Task details -> Please state how many lines of the records below contain the word "Back". Give the number and nothing else.

──────────

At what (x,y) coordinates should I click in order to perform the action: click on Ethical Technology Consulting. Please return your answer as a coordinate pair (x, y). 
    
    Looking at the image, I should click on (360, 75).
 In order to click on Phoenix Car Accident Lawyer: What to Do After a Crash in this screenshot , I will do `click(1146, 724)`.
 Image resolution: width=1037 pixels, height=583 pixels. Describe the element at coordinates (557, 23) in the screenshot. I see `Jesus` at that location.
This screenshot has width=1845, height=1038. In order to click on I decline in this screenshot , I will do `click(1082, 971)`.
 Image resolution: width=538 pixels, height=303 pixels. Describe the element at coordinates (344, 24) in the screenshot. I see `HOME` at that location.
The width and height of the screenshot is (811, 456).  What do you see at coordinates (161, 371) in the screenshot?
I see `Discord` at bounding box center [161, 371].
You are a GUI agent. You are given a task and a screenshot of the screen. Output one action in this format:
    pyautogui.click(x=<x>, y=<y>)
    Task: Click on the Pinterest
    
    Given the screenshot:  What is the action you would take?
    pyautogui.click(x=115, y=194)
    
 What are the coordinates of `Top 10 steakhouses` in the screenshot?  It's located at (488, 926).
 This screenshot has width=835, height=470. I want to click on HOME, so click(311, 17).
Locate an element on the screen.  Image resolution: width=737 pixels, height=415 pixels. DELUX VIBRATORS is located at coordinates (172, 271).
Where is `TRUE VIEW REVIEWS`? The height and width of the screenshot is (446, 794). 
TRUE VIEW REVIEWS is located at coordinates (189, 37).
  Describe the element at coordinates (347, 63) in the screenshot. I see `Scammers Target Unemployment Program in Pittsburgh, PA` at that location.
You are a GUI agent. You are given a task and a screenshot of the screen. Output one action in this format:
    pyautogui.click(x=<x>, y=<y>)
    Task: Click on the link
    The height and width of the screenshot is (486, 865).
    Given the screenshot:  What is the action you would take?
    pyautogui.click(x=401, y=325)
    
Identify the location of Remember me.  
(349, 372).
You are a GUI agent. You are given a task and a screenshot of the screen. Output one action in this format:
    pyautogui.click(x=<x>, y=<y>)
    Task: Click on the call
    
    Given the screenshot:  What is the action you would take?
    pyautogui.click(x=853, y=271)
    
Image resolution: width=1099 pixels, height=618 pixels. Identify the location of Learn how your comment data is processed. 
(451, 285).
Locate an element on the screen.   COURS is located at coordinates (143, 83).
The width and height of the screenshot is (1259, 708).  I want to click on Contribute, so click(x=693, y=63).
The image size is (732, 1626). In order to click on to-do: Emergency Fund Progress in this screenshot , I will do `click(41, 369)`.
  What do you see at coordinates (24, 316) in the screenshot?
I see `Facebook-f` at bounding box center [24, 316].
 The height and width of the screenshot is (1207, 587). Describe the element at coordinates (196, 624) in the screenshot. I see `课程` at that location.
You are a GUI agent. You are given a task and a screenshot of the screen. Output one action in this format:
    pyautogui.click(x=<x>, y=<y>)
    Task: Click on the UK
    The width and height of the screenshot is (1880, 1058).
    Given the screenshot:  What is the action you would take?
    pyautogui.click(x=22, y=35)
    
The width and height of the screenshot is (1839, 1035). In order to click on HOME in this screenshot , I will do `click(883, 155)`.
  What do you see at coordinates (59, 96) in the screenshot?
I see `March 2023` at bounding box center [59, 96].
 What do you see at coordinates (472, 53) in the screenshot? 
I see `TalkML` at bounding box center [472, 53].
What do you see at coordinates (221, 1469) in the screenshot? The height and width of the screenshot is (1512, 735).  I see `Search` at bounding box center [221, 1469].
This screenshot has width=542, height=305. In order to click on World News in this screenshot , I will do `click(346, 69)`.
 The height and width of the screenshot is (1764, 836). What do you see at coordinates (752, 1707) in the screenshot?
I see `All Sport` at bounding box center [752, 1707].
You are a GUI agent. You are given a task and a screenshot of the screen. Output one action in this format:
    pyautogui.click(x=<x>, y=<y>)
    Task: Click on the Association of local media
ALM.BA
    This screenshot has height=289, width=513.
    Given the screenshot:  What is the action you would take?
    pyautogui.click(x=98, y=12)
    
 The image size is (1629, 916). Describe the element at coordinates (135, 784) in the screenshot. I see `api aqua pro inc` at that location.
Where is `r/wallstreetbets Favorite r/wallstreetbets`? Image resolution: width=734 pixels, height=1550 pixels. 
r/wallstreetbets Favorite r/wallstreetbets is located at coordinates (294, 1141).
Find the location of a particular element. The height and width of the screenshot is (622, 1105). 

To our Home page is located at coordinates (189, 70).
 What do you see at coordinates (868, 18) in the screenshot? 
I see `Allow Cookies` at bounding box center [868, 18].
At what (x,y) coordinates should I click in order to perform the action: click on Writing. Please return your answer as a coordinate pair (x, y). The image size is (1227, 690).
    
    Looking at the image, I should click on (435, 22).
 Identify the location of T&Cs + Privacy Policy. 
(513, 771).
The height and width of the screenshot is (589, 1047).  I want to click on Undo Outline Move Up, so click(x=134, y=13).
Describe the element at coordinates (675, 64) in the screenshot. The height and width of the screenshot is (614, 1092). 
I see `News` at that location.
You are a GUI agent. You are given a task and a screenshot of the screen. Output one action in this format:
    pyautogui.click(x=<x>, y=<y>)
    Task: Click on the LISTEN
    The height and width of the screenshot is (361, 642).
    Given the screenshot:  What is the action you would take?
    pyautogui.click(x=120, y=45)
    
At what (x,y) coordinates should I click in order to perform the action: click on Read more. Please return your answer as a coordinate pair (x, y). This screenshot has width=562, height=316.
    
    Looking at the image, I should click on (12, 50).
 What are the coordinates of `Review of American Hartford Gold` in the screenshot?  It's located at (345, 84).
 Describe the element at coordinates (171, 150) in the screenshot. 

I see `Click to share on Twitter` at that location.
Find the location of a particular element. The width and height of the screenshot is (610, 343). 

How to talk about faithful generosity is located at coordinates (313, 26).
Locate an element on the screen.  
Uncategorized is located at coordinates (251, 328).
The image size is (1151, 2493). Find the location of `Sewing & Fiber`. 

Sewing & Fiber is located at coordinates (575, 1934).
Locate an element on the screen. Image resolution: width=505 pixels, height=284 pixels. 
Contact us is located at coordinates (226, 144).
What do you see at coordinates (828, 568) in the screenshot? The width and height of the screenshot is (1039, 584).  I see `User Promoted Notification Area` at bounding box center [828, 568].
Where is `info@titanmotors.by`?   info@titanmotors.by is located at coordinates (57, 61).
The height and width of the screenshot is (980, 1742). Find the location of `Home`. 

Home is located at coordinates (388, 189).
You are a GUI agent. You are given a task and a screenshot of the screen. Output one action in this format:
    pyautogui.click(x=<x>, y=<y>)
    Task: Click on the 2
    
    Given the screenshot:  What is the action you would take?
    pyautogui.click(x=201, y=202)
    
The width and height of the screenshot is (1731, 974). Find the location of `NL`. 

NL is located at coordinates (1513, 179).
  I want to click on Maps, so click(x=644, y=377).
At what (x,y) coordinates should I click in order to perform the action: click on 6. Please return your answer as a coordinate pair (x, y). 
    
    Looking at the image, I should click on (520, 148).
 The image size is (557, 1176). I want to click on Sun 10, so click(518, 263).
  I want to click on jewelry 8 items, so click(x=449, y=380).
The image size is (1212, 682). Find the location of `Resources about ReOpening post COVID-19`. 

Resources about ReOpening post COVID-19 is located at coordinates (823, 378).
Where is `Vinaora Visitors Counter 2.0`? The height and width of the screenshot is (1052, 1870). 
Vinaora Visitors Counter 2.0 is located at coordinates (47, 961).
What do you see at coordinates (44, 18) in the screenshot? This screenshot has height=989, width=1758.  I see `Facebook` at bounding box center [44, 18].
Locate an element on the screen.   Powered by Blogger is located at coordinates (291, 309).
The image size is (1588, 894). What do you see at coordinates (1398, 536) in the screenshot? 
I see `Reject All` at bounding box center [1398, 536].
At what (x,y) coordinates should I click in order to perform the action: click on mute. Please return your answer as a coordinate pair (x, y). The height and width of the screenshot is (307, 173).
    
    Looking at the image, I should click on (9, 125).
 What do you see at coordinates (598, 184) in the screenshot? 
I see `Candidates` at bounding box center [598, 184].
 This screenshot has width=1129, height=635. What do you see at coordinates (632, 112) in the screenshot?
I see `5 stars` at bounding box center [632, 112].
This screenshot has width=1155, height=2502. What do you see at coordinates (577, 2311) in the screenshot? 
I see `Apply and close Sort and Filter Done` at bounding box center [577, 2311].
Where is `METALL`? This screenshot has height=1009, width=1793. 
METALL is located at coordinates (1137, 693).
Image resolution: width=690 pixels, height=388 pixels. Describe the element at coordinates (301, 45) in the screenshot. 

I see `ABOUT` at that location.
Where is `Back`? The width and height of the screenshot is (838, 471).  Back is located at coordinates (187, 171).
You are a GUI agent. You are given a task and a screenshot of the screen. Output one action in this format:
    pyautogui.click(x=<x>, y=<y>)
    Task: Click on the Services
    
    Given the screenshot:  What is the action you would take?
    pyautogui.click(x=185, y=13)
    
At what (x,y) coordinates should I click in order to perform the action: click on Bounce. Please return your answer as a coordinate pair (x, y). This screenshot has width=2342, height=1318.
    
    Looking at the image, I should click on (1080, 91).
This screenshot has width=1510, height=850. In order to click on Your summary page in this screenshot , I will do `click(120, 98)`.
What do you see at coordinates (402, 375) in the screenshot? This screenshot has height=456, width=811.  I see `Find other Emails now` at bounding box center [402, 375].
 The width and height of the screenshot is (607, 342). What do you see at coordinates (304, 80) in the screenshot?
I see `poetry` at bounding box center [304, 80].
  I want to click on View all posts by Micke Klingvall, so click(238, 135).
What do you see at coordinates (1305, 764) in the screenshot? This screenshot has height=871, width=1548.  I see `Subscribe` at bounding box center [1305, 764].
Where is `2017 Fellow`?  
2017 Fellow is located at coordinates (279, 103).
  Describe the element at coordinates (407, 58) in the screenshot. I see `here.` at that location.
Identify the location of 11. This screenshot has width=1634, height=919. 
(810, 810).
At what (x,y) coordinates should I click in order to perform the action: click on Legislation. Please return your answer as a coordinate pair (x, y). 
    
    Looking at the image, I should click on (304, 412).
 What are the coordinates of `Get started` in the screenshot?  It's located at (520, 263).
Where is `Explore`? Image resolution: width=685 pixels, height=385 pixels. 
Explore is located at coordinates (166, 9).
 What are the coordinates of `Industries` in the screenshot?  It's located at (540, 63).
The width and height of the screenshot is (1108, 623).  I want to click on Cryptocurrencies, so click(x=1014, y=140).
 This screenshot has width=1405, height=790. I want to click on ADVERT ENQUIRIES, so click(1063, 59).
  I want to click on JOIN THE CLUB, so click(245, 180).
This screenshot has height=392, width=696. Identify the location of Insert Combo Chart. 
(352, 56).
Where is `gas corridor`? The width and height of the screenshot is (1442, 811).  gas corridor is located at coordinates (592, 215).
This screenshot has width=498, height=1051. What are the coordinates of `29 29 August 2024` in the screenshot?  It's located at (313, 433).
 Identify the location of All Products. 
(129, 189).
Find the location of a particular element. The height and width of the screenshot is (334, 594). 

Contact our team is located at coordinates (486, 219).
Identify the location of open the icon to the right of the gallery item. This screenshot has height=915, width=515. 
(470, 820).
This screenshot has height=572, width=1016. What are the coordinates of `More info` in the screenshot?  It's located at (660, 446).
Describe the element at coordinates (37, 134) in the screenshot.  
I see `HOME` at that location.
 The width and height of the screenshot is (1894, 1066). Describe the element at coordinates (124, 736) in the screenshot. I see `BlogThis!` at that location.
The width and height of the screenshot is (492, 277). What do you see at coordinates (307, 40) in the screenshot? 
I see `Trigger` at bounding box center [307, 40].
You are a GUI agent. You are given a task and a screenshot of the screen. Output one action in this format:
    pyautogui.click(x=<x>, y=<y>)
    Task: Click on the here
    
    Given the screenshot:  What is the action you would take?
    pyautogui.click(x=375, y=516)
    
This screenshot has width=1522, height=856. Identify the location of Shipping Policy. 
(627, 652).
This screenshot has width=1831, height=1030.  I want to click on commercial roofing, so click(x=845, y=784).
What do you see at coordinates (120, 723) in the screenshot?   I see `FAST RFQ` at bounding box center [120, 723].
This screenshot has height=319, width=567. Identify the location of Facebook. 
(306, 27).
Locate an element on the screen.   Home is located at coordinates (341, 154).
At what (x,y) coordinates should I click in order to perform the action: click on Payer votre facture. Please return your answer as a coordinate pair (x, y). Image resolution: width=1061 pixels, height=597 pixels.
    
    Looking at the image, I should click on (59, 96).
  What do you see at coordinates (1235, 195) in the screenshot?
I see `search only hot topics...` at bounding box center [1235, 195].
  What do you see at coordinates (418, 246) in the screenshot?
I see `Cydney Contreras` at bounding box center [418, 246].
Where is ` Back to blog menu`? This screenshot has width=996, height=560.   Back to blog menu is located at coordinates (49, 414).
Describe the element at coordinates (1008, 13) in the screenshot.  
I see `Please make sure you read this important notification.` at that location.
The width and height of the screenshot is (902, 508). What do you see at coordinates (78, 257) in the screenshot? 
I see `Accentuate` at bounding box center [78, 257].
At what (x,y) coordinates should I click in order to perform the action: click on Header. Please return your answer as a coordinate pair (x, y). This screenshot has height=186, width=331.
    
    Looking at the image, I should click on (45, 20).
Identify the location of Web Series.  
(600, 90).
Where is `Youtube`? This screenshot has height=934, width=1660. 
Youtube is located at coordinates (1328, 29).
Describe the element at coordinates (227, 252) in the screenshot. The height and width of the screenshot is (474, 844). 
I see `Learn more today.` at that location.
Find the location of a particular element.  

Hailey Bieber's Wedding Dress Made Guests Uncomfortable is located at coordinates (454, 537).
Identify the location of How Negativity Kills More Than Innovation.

──────────

Finished exercise -> 2